Forensic Expert Testifies At Whitey Bulger Trial
BOSTON (AP) — A former state forensic anthropologist testified Wednesday at the racketeering trial of James "Whitey" Bulger that remains found in Boston 13 years ago were those of three people Bulger is accused of killing.
Ann Marie Mires testified that the bodies were identified as Arthur Barrett, Deborah Hussey and John McIntyre.
Bulger's one-time protege and enforcer, Kevin Weeks, has testified Bulger shot Barrett and McIntyre and strangled Hussey in the early 1980s. Weeks said he helped bury them beneath a South Boston house, and later helped move the remains to a site in Dorchester he disclosed after he began cooperating with prosecutors.
Bulger, 83, is accused of having a role in 19 killings during the 1970s and '80s while he allegedly led the Winter Hill Gang and served as an FBI informant on the rival New England Mafia. He has pleaded not guilty and denies being an informant. His federal trial is in its fifth week.

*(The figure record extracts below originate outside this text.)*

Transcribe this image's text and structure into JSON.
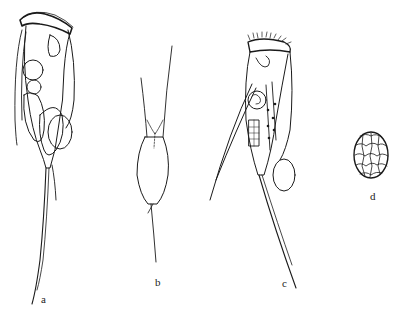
{
  "figure": {
    "panels": [
      {
        "id": "a",
        "label": "a",
        "subject": "rotifer-lateral-view-stippled"
      },
      {
        "id": "b",
        "label": "b",
        "subject": "lorica-outline-with-spines"
      },
      {
        "id": "c",
        "label": "c",
        "subject": "rotifer-lateral-view-line"
      },
      {
        "id": "d",
        "label": "d",
        "subject": "egg-with-polygonal-surface"
      }
    ],
    "colors": {
      "ink": "#1a1a1a",
      "background": "#ffffff",
      "stipple": "#555555"
    }
  }
}
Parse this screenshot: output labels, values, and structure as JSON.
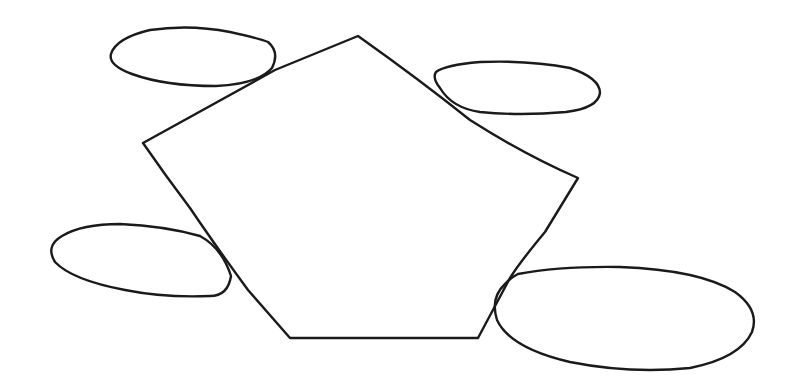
{
  "diagram": {
    "style": "hand-drawn sketch",
    "stroke_color": "#1a1a1a",
    "background": "#ffffff",
    "central_shape": {
      "type": "pentagon",
      "points": [
        [
          358,
          36
        ],
        [
          578,
          178
        ],
        [
          478,
          338
        ],
        [
          290,
          338
        ],
        [
          143,
          143
        ]
      ]
    },
    "satellites": [
      {
        "name": "top-left-ellipse",
        "cx": 192,
        "cy": 57,
        "rx": 84,
        "ry": 30
      },
      {
        "name": "top-right-ellipse",
        "cx": 518,
        "cy": 88,
        "rx": 84,
        "ry": 26
      },
      {
        "name": "bottom-left-ellipse",
        "cx": 140,
        "cy": 259,
        "rx": 91,
        "ry": 36
      },
      {
        "name": "bottom-right-ellipse",
        "cx": 624,
        "cy": 316,
        "rx": 131,
        "ry": 52
      }
    ],
    "labels": []
  }
}
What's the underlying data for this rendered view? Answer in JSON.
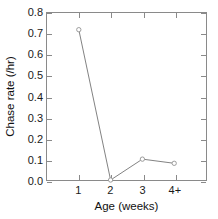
{
  "chart_data": {
    "type": "line",
    "title": "",
    "xlabel": "Age (weeks)",
    "ylabel": "Chase rate (/hr)",
    "categories": [
      "1",
      "2",
      "3",
      "4+"
    ],
    "values": [
      0.72,
      0.0,
      0.1,
      0.08
    ],
    "series": [
      {
        "name": "Chase rate",
        "values": [
          0.72,
          0.0,
          0.1,
          0.08
        ]
      }
    ],
    "ylim": [
      0.0,
      0.8
    ],
    "ytick_labels": [
      "0.0",
      "0.1",
      "0.2",
      "0.3",
      "0.4",
      "0.5",
      "0.6",
      "0.7",
      "0.8"
    ],
    "ytick_values": [
      0.0,
      0.1,
      0.2,
      0.3,
      0.4,
      0.5,
      0.6,
      0.7,
      0.8
    ],
    "xtick_labels": [
      "1",
      "2",
      "3",
      "4+"
    ],
    "grid": false,
    "legend": "none",
    "marker": "open-circle",
    "line_color": "#808080",
    "marker_color": "#9a9a9a",
    "axis_color": "#8a8a8a",
    "text_color": "#1a1a1a"
  }
}
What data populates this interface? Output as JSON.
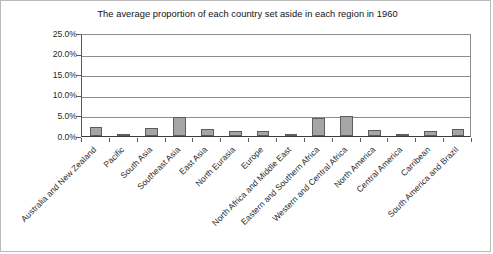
{
  "chart_data": {
    "type": "bar",
    "title": "The average proportion of each country set aside in each region in 1960",
    "xlabel": "",
    "ylabel": "",
    "ylim": [
      0,
      0.25
    ],
    "grid": true,
    "legend": "none",
    "y_tick_labels": [
      "25.0%",
      "20.0%",
      "15.0%",
      "10.0%",
      "5.0%",
      "0.0%"
    ],
    "y_tick_values": [
      25.0,
      20.0,
      15.0,
      10.0,
      5.0,
      0.0
    ],
    "categories": [
      "Australia and New Zealand",
      "Pacific",
      "South Asia",
      "Southeast Asia",
      "East Asia",
      "North Eurasia",
      "Europe",
      "North Africa and Middle East",
      "Eastern and Southern Africa",
      "Western and Central Africa",
      "North America",
      "Central America",
      "Carribean",
      "South America and Brazil"
    ],
    "values": [
      2.2,
      0.3,
      2.0,
      4.6,
      1.8,
      1.2,
      1.2,
      0.5,
      4.4,
      4.8,
      1.4,
      0.5,
      1.1,
      1.6
    ],
    "value_unit": "percent",
    "series": [
      {
        "name": "Average proportion set aside",
        "values": [
          2.2,
          0.3,
          2.0,
          4.6,
          1.8,
          1.2,
          1.2,
          0.5,
          4.4,
          4.8,
          1.4,
          0.5,
          1.1,
          1.6
        ]
      }
    ],
    "colors": {
      "bar_fill": "#a5a5a5",
      "bar_border": "#5d5d5d",
      "gridline": "#8c8c8c",
      "axis": "#3d3d3d",
      "background": "#ffffff",
      "frame": "#b9b9b9",
      "text": "#1a1a1a"
    }
  }
}
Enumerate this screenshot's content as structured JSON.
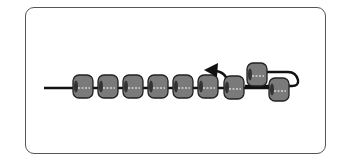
{
  "diagram": {
    "colors": {
      "frame": "#555555",
      "bead_fill": "#7a7a7a",
      "bead_edge": "#222222",
      "thread": "#111111",
      "thread_highlight": "#ffffff"
    },
    "bead_count": 9,
    "beads_on_line": [
      {
        "x": 73,
        "y": 75
      },
      {
        "x": 98,
        "y": 75
      },
      {
        "x": 123,
        "y": 75
      },
      {
        "x": 148,
        "y": 75
      },
      {
        "x": 173,
        "y": 75
      },
      {
        "x": 198,
        "y": 75
      },
      {
        "x": 224,
        "y": 76
      },
      {
        "x": 269,
        "y": 78
      }
    ],
    "raised_bead": {
      "x": 247,
      "y": 63
    },
    "arrow": {
      "direction": "left",
      "label": ""
    }
  }
}
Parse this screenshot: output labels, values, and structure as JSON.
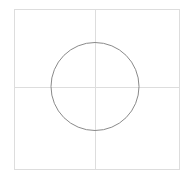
{
  "diagram": {
    "frame": {
      "x": 14,
      "y": 9,
      "width": 165,
      "height": 160,
      "stroke": "#dddddd"
    },
    "crosshair": {
      "cx": 95,
      "cy": 87,
      "stroke": "#dddddd"
    },
    "circle": {
      "cx": 95,
      "cy": 86.5,
      "r": 44,
      "stroke": "#8a8a8a"
    }
  }
}
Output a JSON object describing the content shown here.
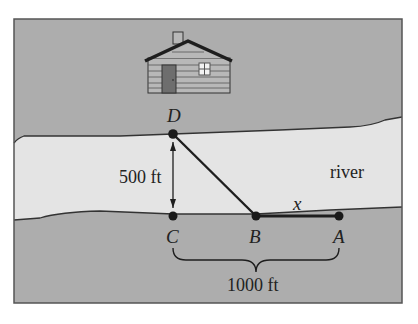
{
  "diagram": {
    "colors": {
      "land": "#adadad",
      "river": "#e4e4e4",
      "line": "#1e1e1e",
      "house_wall": "#b8b8b8",
      "door": "#6e6e6e",
      "window": "#f2f2f2",
      "frame": "#555555"
    },
    "points": [
      {
        "id": "D",
        "label": "D",
        "x": 173,
        "y": 134
      },
      {
        "id": "C",
        "label": "C",
        "x": 173,
        "y": 216
      },
      {
        "id": "B",
        "label": "B",
        "x": 256,
        "y": 216
      },
      {
        "id": "A",
        "label": "A",
        "x": 339,
        "y": 216
      }
    ],
    "labels": {
      "river": "river",
      "width": "500 ft",
      "distance": "1000 ft",
      "segment_x": "x"
    },
    "house": {
      "present": true
    }
  }
}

Mires said Barrett and McIntyre were shot in the head, but Hussey's remains didn't show how she died. Mires said their skeletons were disarranged.
Mires said Hussey and Barrett had jaw damage. Weeks previously testified their teeth were removed to make it more difficult to identify them.
Weeks has said Bulger killed McIntyre after hearing he may have spoken with authorities about a failed bid to send guns to the Irish Republican Army. Hussey was the daughter of the girlfriend of Bulger's partner Stephen Flemmi. Barrett was a safecracker who allegedly ran afoul of Bulger.
Bulger fled ahead of a 1995 indictment and wasn't captured until 2011.